En fasent soun bas de coutoun.”
But presently the song died down in her throat, she threw herself down on her narrow, little bed, and burying her face in the pillow she burst into tears.
CHAPTER VI
ORANGE-BLOSSOM
And now it is spring once again: a glorious May-day with the sky of an intense blue, and every invisible atom in the translucent air quivering in the heat of the noon-day sun. All around the country-side the harvesting of orange-blossom has begun, and the whole atmosphere is filled with such fragrance that the workers who carry the great baskets filled to the brim with ambrosial petals feel the intoxicating perfume rising to their heads like wine.
At the mas they are harvesting the big grove to-day, the one that lies down in the valley, close to the road-side. There are over five hundred trees, so laden with flowers that, even after heavy thinning down, there will be a huge crop of fruit at Christmas-time. Through the fragrant air, the fresh young voices of the gatherers resound, echoing against the distant hills, chattering, shouting, laughing, oh! laughing all the time, for they are boys and girls together and all are betrothed to one another in accordance to old Provençal traditions which decrees that lads and maidens be tokened from the time when they emerge out of childhood and the life of labour on a farm begins: so that Meon is best known as the betrothed of Pétrone or Magdeleine as the fiancée of Gaucelme.

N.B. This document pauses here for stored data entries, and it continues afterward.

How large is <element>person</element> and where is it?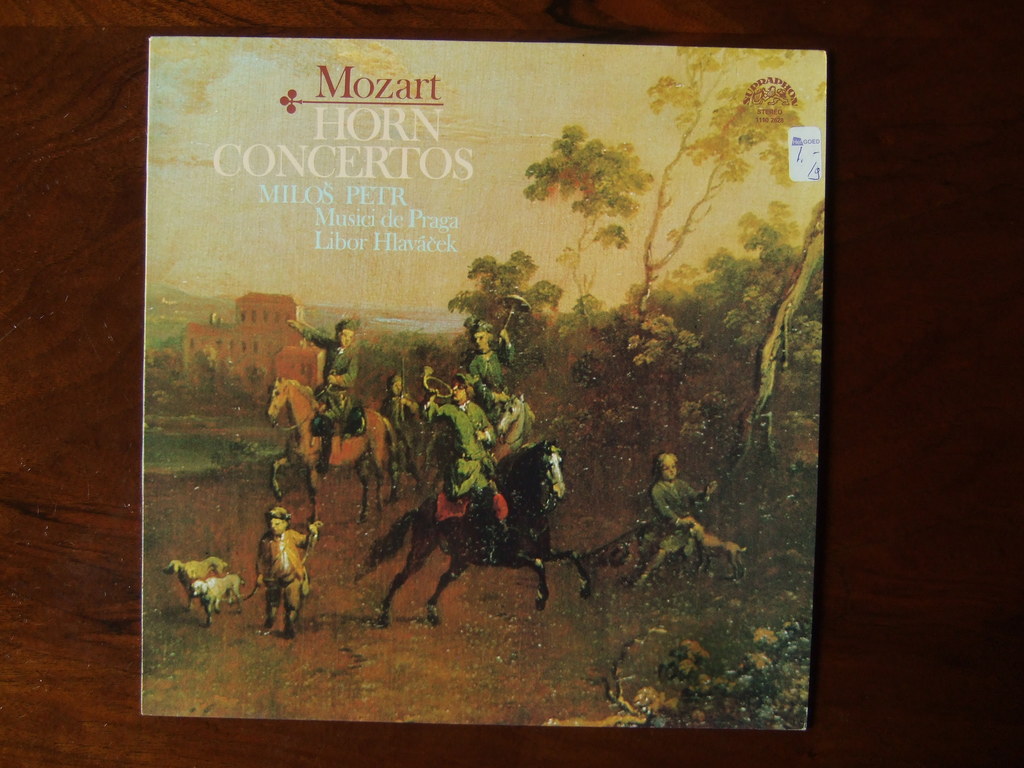
Bounding box: {"left": 246, "top": 499, "right": 308, "bottom": 641}.
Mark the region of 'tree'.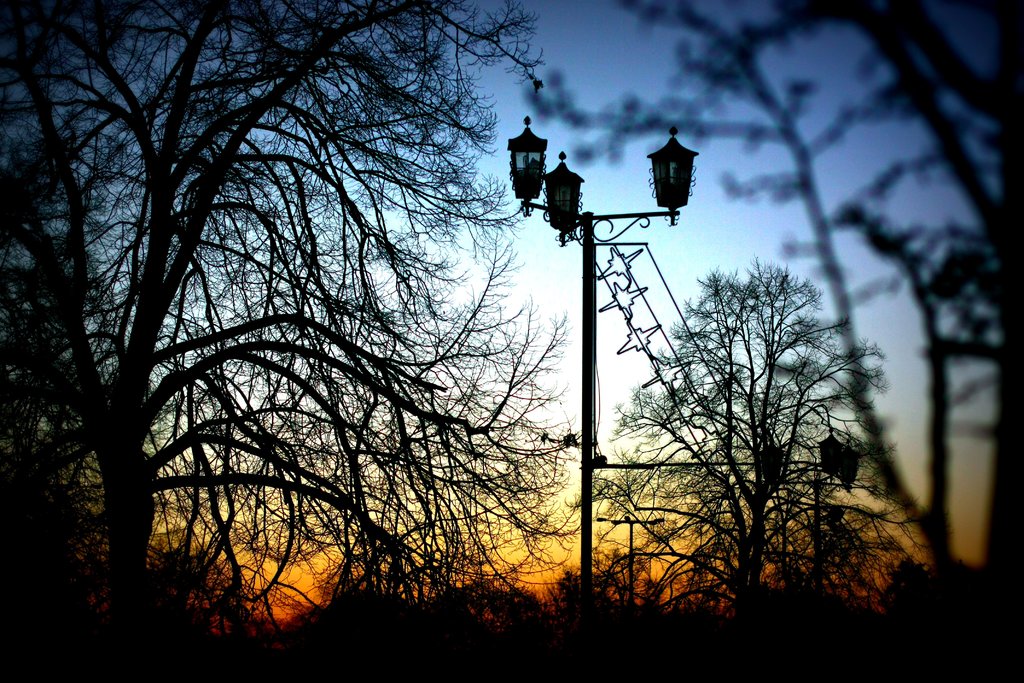
Region: [132,561,652,682].
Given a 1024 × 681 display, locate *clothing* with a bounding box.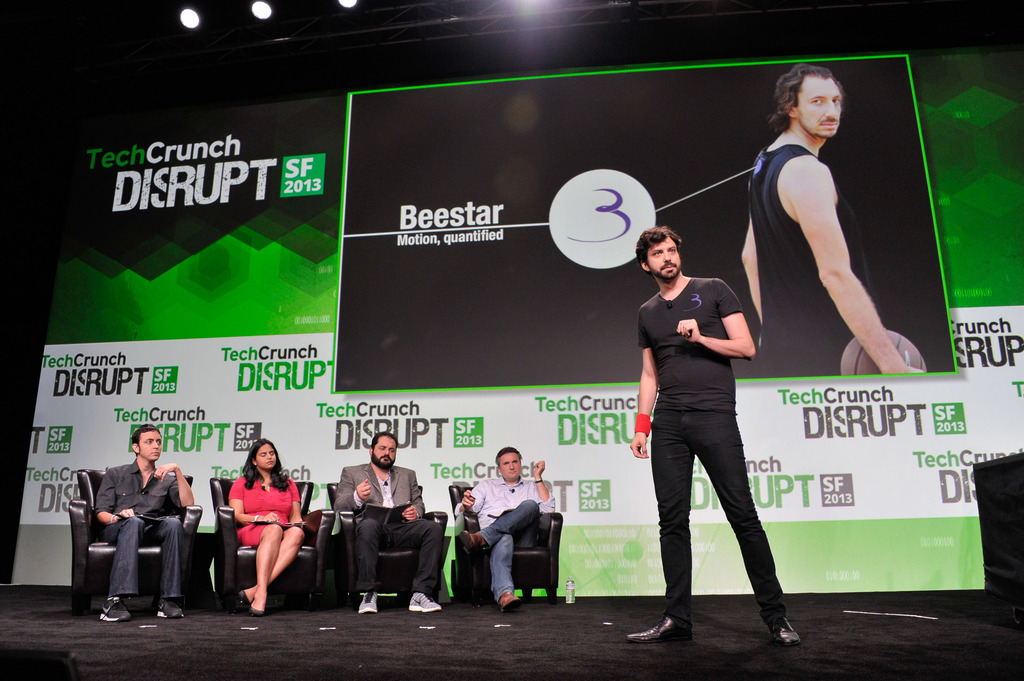
Located: 319/460/482/597.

Large sheets are spread under the trees, and the boys, on ladders, pick the flowers and drop them lightly down. It requires a very gentle hand to be a good picker, because the delicate petals must on no account be bruised and all around the trees where the girls stand, holding up the sheet, the air is filled as with myriads of sweet-scented fluttering snowflakes.
Jaume Deydier, in addition to his special process for the manufacture of olive oil, has a secret one for the extraction of neroli, a sweet oil obtained from orange-blossom, and for distilling orange-flower water, a specific famed throughout the world for the cure of those attacks of nerves to which great ladies are subject. Therefore, at the mas, the fragrant harvest is of great importance.
And what a feast it is for the eye. Beneath the brilliant canopy above, a veritable riot of colour, an orgy of movement and of life! There stands Jaume Deydier himself in blouse and linen trousers, out from earliest dawn, tablets and pencil in hand, counting and checking the bags as they are carried from the grove to the road, where a row of carts is waiting to convey them to the distillery at Pertuis: the horses are gorgeously decked out with scarlet and blue ribbons plaited into their manes and tails, the bosses on their harness scintillating like gold in the sunshine: their drivers with bunches of lilac or lily-of-the-valley tied to their whips. Then the girls in red or pink or green kirtles, the tiny muslin caps on their heads embellished with a sprig of blue gentian or wild geranium that nestles against their curls or above the heavy plaits that hang like streamers down their backs; and the lads in grey or blue blouses, with gay kerchiefs tied loosely round their necks, and through it all from time to time a trenchant note of deep maroon or purple, a shawl, a kerchief, a piece of embroidery; or again ’tis M. le Curé’s soutane, a note of sober black, as he moves from group to group, admonishing, chaffing, bestowing blessings as he goes by, his well-worn soutane held high above his buckled shoes, his three-cornered hat pushed back above his streaming forehead.
“Eh! Mossou le Curé!” comes in a ringing shout from a chorus of young voices, “this way, Mossou le Curé, this way! bless this tree for us that it may yield the heaviest crop of the year.”
For there is a dole on every tree, according to the crop it yields to deft fingers, and M. le Curé hurries along, raises his wrinkled hand and murmurs a quick blessing, whilst for a minute or two dark heads and fair are bent in silent reverence and lips murmur a short prayer, only to break the next moment into irresponsible laughter again.